Songs this loud, this unrestrained, were seldom heard in America at the time. There was criticism in some quarters about how a talented remixer named Andy Wallace had fiddled with some of the songs to improve their radio sound, but that didn't stop "Nevermind" from becoming the most sensational album release of the decade. Cross says that sales peaked the week after Christmas as kids shelled out holiday gift money -- or traded in other records they'd gotten -- for "Nevermind." During the second week of January, the band knocked Michael Jackson's "Dangerous" out of the No. 1 spot on the Billboard album chart. The band played "Saturday Night Live" that same week.

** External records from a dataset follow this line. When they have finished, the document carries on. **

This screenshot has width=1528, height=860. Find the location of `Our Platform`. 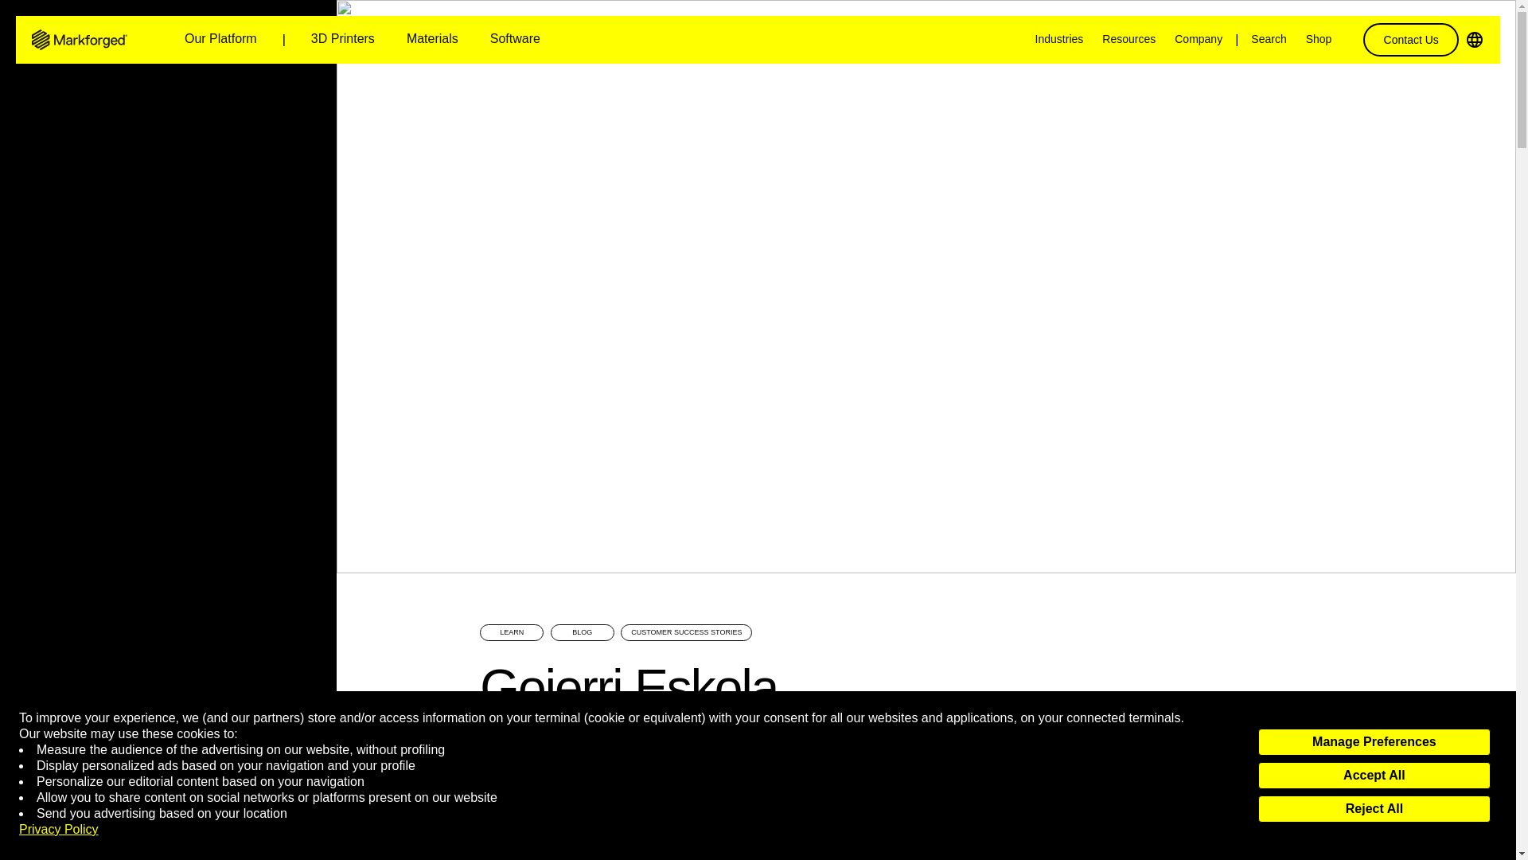

Our Platform is located at coordinates (220, 40).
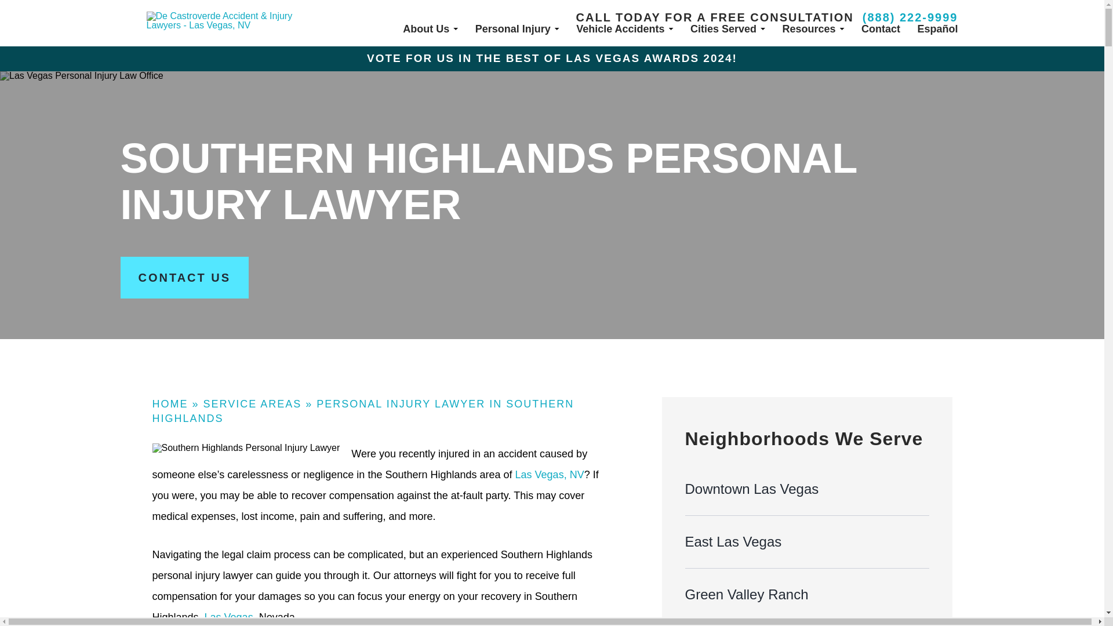  What do you see at coordinates (253, 404) in the screenshot?
I see `SERVICE AREAS` at bounding box center [253, 404].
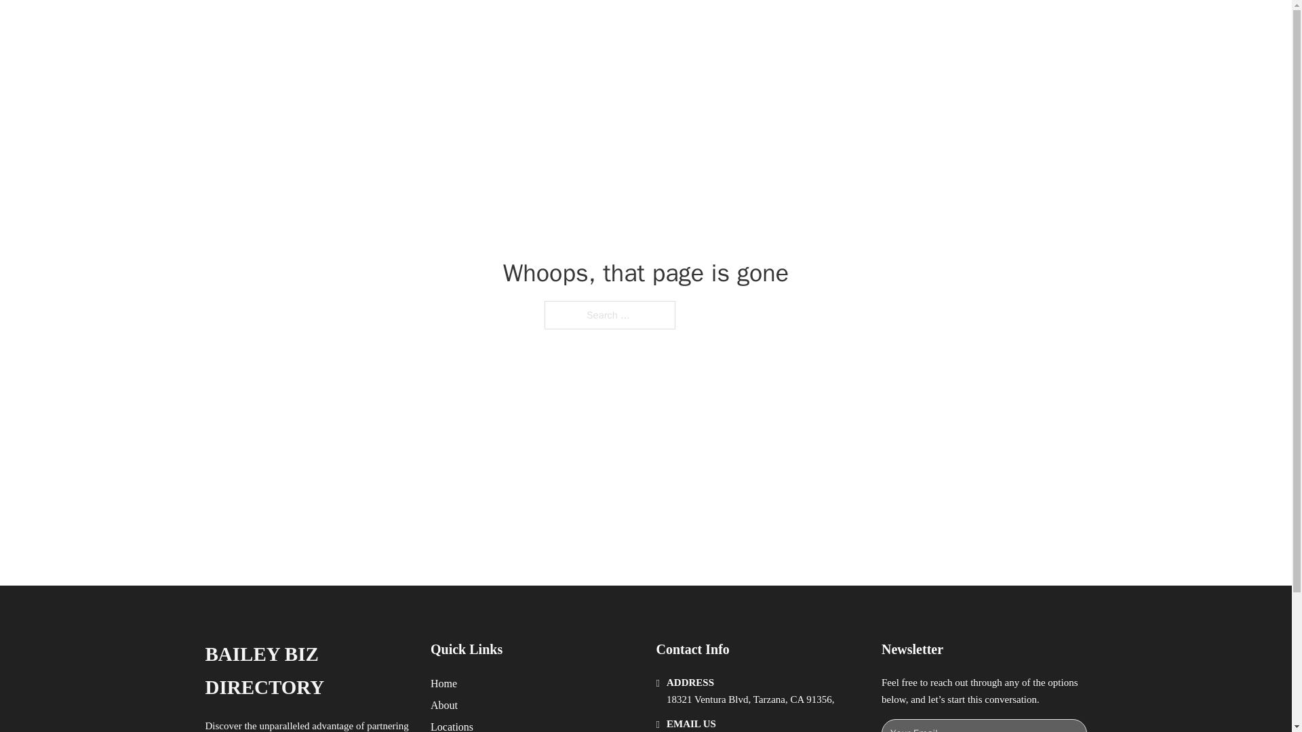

Cobain was living amid a squalor that transcends most rock band tales. He crashed with various friends in various filthy apartments. While it appears he never actually lived "under a bridge," as his personal mythology put it and as he sang in the powerful "Nevermind" song "Something in the Way," it's also true that the reality wasn't much nicer: He had so run out of options in the months riding up to the release of his Geffen album that as late as the summer of 1991 he was literally living out of his car when he wasn't on tour.

He hooked up with Courtney Love the month after "Nevermind" was released. Love was a remarkable self-made underground demistar, with her own band, Hole, and a checkered past; like Cobain she'd virtually lived on the streets. (Unlike him, she had a small trust fund to help her out.) Love in many ways was an accident looking for a place to happen, generally to someone else, yet she had a sparkling intelligence and was an undeniable onstage presence. She was a sometime junkie as well but lacked, fortunately, Cobain's lacerating tendency toward addiction. While Novaselic has gone out of his way to note that Cobain was an addict before he met Love, to most of the rest of the members of the band's coterie she symbolized the drug; Cross says Novaselic's wife, Shelli Dilley, was particularly appalled at what Love represented. Cobain and Love's marriage, in February 1992, in Hawaii, marked the effective end of Cobain and Novaselic's friendship. The happy couple had a daughter, Frances Bean, that September; while Love screamed in her hospital delivery bed Cobain was vomiting helplessly in detox in a nearby room.